THE director of the National Gallery in London yesterday expressed "serious concerns" that funds needed to save two Titian masterpieces for the nation would not come through in time.
Nicholas Penny claimed the £50 million needed to secure the first of the two Renaissance oil paintings may not be confirmed by the 31 December deadline.
Titian's two 1559 works, Diana And Actaeon and Diana And Callisto, have hung in the Nationa
l Galleries of Scotland for 60 years along with 26 other paintings owned by the Duke of Sutherland.
The entire loan is under threat, it is claimed, unless the two galleries can raise the £100 million needed to buy one painting now and the other in four years.
Reports at the weekend suggested the sale was a done deal, with Scottish and UK government funding all but guaranteed.
But Mr Penny and the Scottish galleries chief, John Leighton, have denied reports of a "firm understanding" that the two works should remain together.

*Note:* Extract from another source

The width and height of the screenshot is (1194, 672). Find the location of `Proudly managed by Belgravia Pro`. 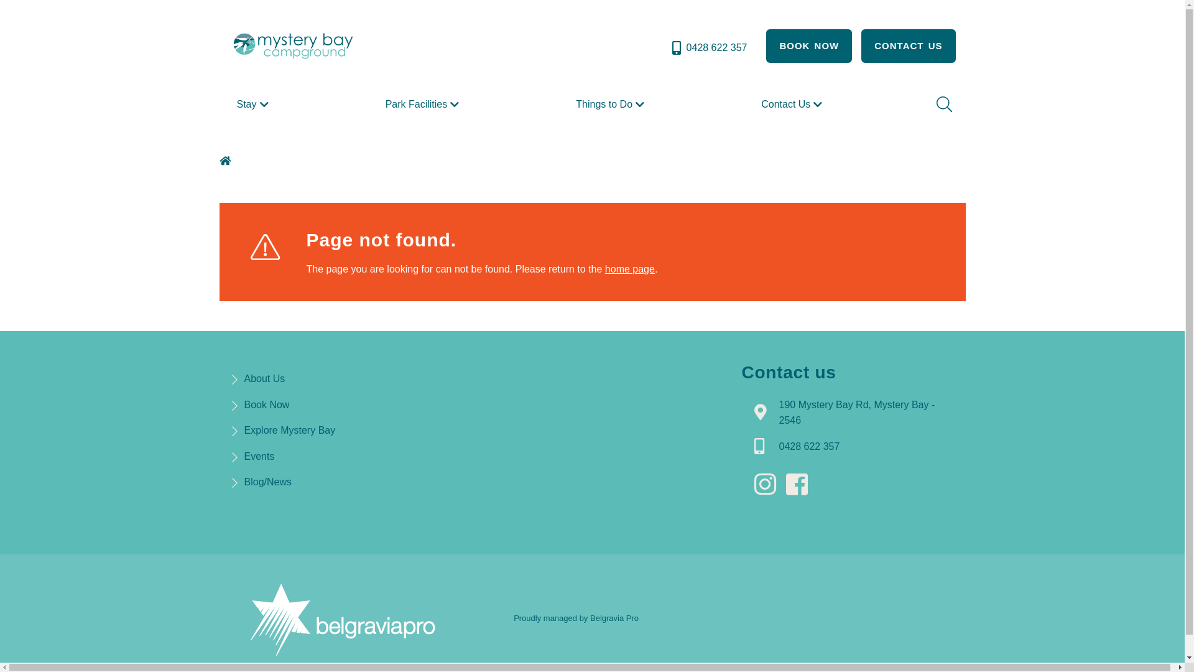

Proudly managed by Belgravia Pro is located at coordinates (576, 618).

They rejected suggestions the cash had been confirmed by the Scottish Government and the Treasury.
The two paintings, worth an estimated £300 million on the market, have been offered to the National Gallery and the National Galleries of Scotland for a third of that if the deal goes through on time.
Mr Penny said: "We are talking about the greatest paintings in private ownership anywhere. I want them to stay in the UK and there have been absolutely no guarantees made about them."